Thursday 30 August 2012

Instant gratification

Ooh, it's good to be appreciated!

Sending marrows out into the world is so much easier than sending stories: boy do I hate the standard literary editor's statement 'we aim to reply within three months'.

I quite understand, oh beloved publishers whom I hope are reading my stories (five out there right now, and they're good, they're good!). I know you're overworked and un(der)paid.

But frankly even live lit is easier than the wait. And giving marrows away wins hands down for that easy immediate glow.

Thank you!

Sunday 12 August 2012

The marrow of a story

Last week was hectic: the usual work stuff, preparations, briefings and meetings with new clients, an hour-and-a-half trip across country to see Hamlet, a last minute rethink and rewrite of the end of story about to go to press, a whole day on LV21 telling stories - and dinner with all our neighbours. It was great, and threatened to be just a bit too frantic.

Luckily for me, I topped and tailed the week with a day in the garden. For me that means the veg plot - it's my bit of the garden, and it's where I go for a dose of sanity and silence.

At this time of the year it's burgeoning. What a splendid word - fat and luscious with juice. And that's exactly what my courgette patch was full of - not courgettes, but burgeoning marrows which had escaped my attentions during a week of work.

So last weekend I put out a pile of ten marrows by the front path with a notice asking people to take them. All were gone by the next day.

Yesterday another ten had grown, so I took four and turned them into soup for the freezer, and put six out on the front path. This morning they'd all gone.




It makes me strangely happy to share my produce invisibly like this - to send something I helped to create out into the world - and though it may seem a stretch, it's a similar feeling to the one I felt when telling my story on LV21.

It was dark, so I couldn't see my audience, and they were silent except when one by one they came forward to drop a pebble in my metal bucket, to tell me to start reading the next section of the story. Even as I was standing there in the chain locker with my story in my hand, I knew that it wasn't my story alone any more - it was the audience's too.

When you publish a story, it leaves you. If someone picks it up and reads it, it's theirs, it's in their head and even as its writer you don't have any control over what it's doing in there.

I knew this, but being in the same space, in darkness, listening to my readers absorbing the story, was something very special. I could almost hear it moving through the air between us.

And the same went for the other ReAuthorers - Sonia Overall, Sarah Salway, Kay Syrad and Will Sutton (who took the photo above - thank you Will) - their stories flowed through the pipes and spaces of LV21 and created something really amazing. What a day.

Thursday 9 August 2012

Pebble story


In a minute I'm going to put a metal bucket, nine pebbles and nine small sheets of paper in the boot of my car, and then I'll drive to Gillingham.

I'm heading for LV21where I'm going to tell a story in the chain locker.

If anyone turns up to hear it, they'll be given a pebble (there are pebbles in the story, so it does make sense, sort of) - if they want to hear a part of the story, they put their pebble in the bucket. If they don't, they walk away.

I'll report back on whether this does engage my audience in the process of telling a story, or whether they walk out in disgust!

Oh, and this is another lovely ReAuthoring project, so there will be lots of other writers on LV21 today doing surprising things with words.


* Exercise directions *
Could you write out the listing below again, exactly?

[[ Source data, beginning ]]

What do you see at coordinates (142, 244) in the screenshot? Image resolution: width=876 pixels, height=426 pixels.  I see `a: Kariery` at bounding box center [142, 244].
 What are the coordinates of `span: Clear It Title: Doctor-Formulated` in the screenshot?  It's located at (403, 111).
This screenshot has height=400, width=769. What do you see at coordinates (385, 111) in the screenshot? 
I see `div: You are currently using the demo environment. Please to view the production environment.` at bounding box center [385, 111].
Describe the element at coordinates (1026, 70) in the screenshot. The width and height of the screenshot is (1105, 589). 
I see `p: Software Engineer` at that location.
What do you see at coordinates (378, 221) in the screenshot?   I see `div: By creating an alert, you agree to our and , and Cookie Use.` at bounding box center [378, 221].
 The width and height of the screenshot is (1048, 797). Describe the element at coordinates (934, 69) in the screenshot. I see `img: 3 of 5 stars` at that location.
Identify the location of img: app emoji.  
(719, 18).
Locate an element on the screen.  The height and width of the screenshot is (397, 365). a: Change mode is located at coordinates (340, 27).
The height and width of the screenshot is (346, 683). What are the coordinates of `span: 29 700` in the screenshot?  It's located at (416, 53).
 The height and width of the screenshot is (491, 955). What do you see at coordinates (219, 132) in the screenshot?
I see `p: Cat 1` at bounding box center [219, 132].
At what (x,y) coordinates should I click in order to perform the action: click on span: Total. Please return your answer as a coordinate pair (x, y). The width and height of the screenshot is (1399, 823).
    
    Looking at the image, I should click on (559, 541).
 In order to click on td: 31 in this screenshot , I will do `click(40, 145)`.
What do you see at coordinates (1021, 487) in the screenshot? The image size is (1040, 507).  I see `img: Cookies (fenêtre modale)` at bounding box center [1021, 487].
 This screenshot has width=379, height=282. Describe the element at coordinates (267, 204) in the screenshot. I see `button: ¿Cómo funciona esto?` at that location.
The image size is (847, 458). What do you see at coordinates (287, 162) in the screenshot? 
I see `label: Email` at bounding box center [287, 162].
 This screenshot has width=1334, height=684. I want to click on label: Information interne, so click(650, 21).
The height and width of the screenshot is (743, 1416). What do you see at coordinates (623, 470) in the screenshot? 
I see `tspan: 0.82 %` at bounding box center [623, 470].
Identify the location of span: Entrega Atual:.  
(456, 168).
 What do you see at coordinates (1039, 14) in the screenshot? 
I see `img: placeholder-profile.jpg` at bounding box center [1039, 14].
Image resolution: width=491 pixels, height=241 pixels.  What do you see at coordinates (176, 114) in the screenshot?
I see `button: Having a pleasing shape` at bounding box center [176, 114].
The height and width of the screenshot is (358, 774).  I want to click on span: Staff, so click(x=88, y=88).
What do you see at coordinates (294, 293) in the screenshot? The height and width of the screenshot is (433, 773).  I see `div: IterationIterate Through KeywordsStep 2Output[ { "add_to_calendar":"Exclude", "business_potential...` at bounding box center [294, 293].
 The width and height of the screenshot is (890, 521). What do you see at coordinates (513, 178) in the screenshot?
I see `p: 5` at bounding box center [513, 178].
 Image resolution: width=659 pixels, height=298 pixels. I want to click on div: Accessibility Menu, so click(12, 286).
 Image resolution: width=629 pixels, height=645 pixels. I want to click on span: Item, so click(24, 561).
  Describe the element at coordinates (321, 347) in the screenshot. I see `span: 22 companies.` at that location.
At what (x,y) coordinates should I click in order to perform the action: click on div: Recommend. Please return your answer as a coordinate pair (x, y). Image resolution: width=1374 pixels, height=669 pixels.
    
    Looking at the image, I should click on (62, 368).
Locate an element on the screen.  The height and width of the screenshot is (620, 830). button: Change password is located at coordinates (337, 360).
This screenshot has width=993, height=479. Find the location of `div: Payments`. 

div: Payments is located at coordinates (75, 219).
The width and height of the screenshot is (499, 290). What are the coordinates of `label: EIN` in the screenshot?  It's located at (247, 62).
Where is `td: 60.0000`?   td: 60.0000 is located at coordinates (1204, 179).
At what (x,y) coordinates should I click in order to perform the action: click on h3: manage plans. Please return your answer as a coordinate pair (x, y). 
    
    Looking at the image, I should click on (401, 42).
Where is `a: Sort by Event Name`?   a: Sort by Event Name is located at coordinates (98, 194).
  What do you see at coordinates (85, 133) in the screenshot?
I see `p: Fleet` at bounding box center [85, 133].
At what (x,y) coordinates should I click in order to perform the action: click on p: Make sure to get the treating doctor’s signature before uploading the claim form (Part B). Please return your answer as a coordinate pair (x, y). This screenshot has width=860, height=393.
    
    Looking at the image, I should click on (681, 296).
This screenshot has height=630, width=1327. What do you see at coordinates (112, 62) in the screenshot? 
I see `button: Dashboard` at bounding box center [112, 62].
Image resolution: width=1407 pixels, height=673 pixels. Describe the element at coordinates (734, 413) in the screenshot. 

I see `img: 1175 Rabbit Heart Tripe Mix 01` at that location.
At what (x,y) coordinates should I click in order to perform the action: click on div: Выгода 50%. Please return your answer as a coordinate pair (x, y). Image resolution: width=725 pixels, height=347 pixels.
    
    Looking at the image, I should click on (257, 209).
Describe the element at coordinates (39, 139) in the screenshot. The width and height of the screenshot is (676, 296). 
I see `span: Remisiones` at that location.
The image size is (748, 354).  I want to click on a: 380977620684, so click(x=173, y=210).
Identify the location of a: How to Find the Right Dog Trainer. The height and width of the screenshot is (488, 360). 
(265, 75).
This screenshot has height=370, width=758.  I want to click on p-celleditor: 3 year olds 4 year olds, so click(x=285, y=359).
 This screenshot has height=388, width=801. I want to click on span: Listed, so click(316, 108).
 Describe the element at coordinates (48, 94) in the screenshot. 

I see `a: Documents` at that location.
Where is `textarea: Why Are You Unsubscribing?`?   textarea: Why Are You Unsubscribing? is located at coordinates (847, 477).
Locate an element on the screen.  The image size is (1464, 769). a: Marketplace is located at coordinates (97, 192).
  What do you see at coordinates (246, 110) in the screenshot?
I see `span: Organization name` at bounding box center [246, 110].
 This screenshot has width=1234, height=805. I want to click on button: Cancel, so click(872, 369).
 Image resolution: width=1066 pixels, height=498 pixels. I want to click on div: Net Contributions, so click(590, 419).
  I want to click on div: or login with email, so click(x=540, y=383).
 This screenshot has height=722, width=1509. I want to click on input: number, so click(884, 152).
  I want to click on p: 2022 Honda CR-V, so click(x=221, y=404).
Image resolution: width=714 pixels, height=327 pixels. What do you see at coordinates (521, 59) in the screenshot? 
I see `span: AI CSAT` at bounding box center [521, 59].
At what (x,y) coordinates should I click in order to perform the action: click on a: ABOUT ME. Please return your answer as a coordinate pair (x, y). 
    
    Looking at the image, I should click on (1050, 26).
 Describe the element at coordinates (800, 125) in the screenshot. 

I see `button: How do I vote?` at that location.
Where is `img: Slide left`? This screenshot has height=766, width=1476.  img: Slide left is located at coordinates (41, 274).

[[ Source data, end ]]

* Finished task *
What do you see at coordinates (142, 244) in the screenshot? Image resolution: width=876 pixels, height=426 pixels.  I see `a: Kariery` at bounding box center [142, 244].
 What are the coordinates of `span: Clear It Title: Doctor-Formulated` in the screenshot?  It's located at (403, 111).
This screenshot has height=400, width=769. What do you see at coordinates (385, 111) in the screenshot? 
I see `div: You are currently using the demo environment. Please to view the production environment.` at bounding box center [385, 111].
Describe the element at coordinates (1026, 70) in the screenshot. The width and height of the screenshot is (1105, 589). 
I see `p: Software Engineer` at that location.
What do you see at coordinates (378, 221) in the screenshot?   I see `div: By creating an alert, you agree to our and , and Cookie Use.` at bounding box center [378, 221].
 The width and height of the screenshot is (1048, 797). Describe the element at coordinates (934, 69) in the screenshot. I see `img: 3 of 5 stars` at that location.
Identify the location of img: app emoji.  
(719, 18).
Locate an element on the screen.  The height and width of the screenshot is (397, 365). a: Change mode is located at coordinates (340, 27).
The height and width of the screenshot is (346, 683). What are the coordinates of `span: 29 700` in the screenshot?  It's located at (416, 53).
 The height and width of the screenshot is (491, 955). What do you see at coordinates (219, 132) in the screenshot?
I see `p: Cat 1` at bounding box center [219, 132].
At what (x,y) coordinates should I click in order to perform the action: click on span: Total. Please return your answer as a coordinate pair (x, y). The width and height of the screenshot is (1399, 823).
    
    Looking at the image, I should click on (559, 541).
 In order to click on td: 31 in this screenshot , I will do `click(40, 145)`.
What do you see at coordinates (1021, 487) in the screenshot? The image size is (1040, 507).  I see `img: Cookies (fenêtre modale)` at bounding box center [1021, 487].
 This screenshot has width=379, height=282. Describe the element at coordinates (267, 204) in the screenshot. I see `button: ¿Cómo funciona esto?` at that location.
The image size is (847, 458). What do you see at coordinates (287, 162) in the screenshot? 
I see `label: Email` at bounding box center [287, 162].
 This screenshot has width=1334, height=684. I want to click on label: Information interne, so click(650, 21).
The height and width of the screenshot is (743, 1416). What do you see at coordinates (623, 470) in the screenshot? 
I see `tspan: 0.82 %` at bounding box center [623, 470].
Identify the location of span: Entrega Atual:.  
(456, 168).
 What do you see at coordinates (1039, 14) in the screenshot? 
I see `img: placeholder-profile.jpg` at bounding box center [1039, 14].
Image resolution: width=491 pixels, height=241 pixels.  What do you see at coordinates (176, 114) in the screenshot?
I see `button: Having a pleasing shape` at bounding box center [176, 114].
The height and width of the screenshot is (358, 774).  I want to click on span: Staff, so click(x=88, y=88).
What do you see at coordinates (294, 293) in the screenshot? The height and width of the screenshot is (433, 773).  I see `div: IterationIterate Through KeywordsStep 2Output[ { "add_to_calendar":"Exclude", "business_potential...` at bounding box center [294, 293].
 The width and height of the screenshot is (890, 521). What do you see at coordinates (513, 178) in the screenshot?
I see `p: 5` at bounding box center [513, 178].
 Image resolution: width=659 pixels, height=298 pixels. I want to click on div: Accessibility Menu, so click(12, 286).
 Image resolution: width=629 pixels, height=645 pixels. I want to click on span: Item, so click(24, 561).
  Describe the element at coordinates (321, 347) in the screenshot. I see `span: 22 companies.` at that location.
At what (x,y) coordinates should I click in order to perform the action: click on div: Recommend. Please return your answer as a coordinate pair (x, y). Image resolution: width=1374 pixels, height=669 pixels.
    
    Looking at the image, I should click on (62, 368).
Locate an element on the screen.  The height and width of the screenshot is (620, 830). button: Change password is located at coordinates (337, 360).
This screenshot has width=993, height=479. Find the location of `div: Payments`. 

div: Payments is located at coordinates (75, 219).
The width and height of the screenshot is (499, 290). What are the coordinates of `label: EIN` in the screenshot?  It's located at (247, 62).
Where is `td: 60.0000`?   td: 60.0000 is located at coordinates (1204, 179).
At what (x,y) coordinates should I click in order to perform the action: click on h3: manage plans. Please return your answer as a coordinate pair (x, y). 
    
    Looking at the image, I should click on (401, 42).
Where is `a: Sort by Event Name`?   a: Sort by Event Name is located at coordinates (98, 194).
  What do you see at coordinates (85, 133) in the screenshot?
I see `p: Fleet` at bounding box center [85, 133].
At what (x,y) coordinates should I click in order to perform the action: click on p: Make sure to get the treating doctor’s signature before uploading the claim form (Part B). Please return your answer as a coordinate pair (x, y). This screenshot has width=860, height=393.
    
    Looking at the image, I should click on (681, 296).
This screenshot has height=630, width=1327. What do you see at coordinates (112, 62) in the screenshot? 
I see `button: Dashboard` at bounding box center [112, 62].
Image resolution: width=1407 pixels, height=673 pixels. Describe the element at coordinates (734, 413) in the screenshot. 

I see `img: 1175 Rabbit Heart Tripe Mix 01` at that location.
At what (x,y) coordinates should I click in order to perform the action: click on div: Выгода 50%. Please return your answer as a coordinate pair (x, y). Image resolution: width=725 pixels, height=347 pixels.
    
    Looking at the image, I should click on (257, 209).
Describe the element at coordinates (39, 139) in the screenshot. The width and height of the screenshot is (676, 296). 
I see `span: Remisiones` at that location.
The image size is (748, 354).  I want to click on a: 380977620684, so click(x=173, y=210).
Identify the location of a: How to Find the Right Dog Trainer. The height and width of the screenshot is (488, 360). 
(265, 75).
This screenshot has height=370, width=758.  I want to click on p-celleditor: 3 year olds 4 year olds, so click(x=285, y=359).
 This screenshot has height=388, width=801. I want to click on span: Listed, so click(316, 108).
 Describe the element at coordinates (48, 94) in the screenshot. 

I see `a: Documents` at that location.
Where is `textarea: Why Are You Unsubscribing?`?   textarea: Why Are You Unsubscribing? is located at coordinates (847, 477).
Locate an element on the screen.  The image size is (1464, 769). a: Marketplace is located at coordinates (97, 192).
  What do you see at coordinates (246, 110) in the screenshot?
I see `span: Organization name` at bounding box center [246, 110].
 This screenshot has width=1234, height=805. I want to click on button: Cancel, so click(872, 369).
 Image resolution: width=1066 pixels, height=498 pixels. I want to click on div: Net Contributions, so click(590, 419).
  I want to click on div: or login with email, so click(x=540, y=383).
 This screenshot has height=722, width=1509. I want to click on input: number, so click(884, 152).
  I want to click on p: 2022 Honda CR-V, so click(x=221, y=404).
Image resolution: width=714 pixels, height=327 pixels. What do you see at coordinates (521, 59) in the screenshot? 
I see `span: AI CSAT` at bounding box center [521, 59].
At what (x,y) coordinates should I click in order to perform the action: click on a: ABOUT ME. Please return your answer as a coordinate pair (x, y). 
    
    Looking at the image, I should click on (1050, 26).
 Describe the element at coordinates (800, 125) in the screenshot. 

I see `button: How do I vote?` at that location.
Where is `img: Slide left`? This screenshot has height=766, width=1476.  img: Slide left is located at coordinates (41, 274).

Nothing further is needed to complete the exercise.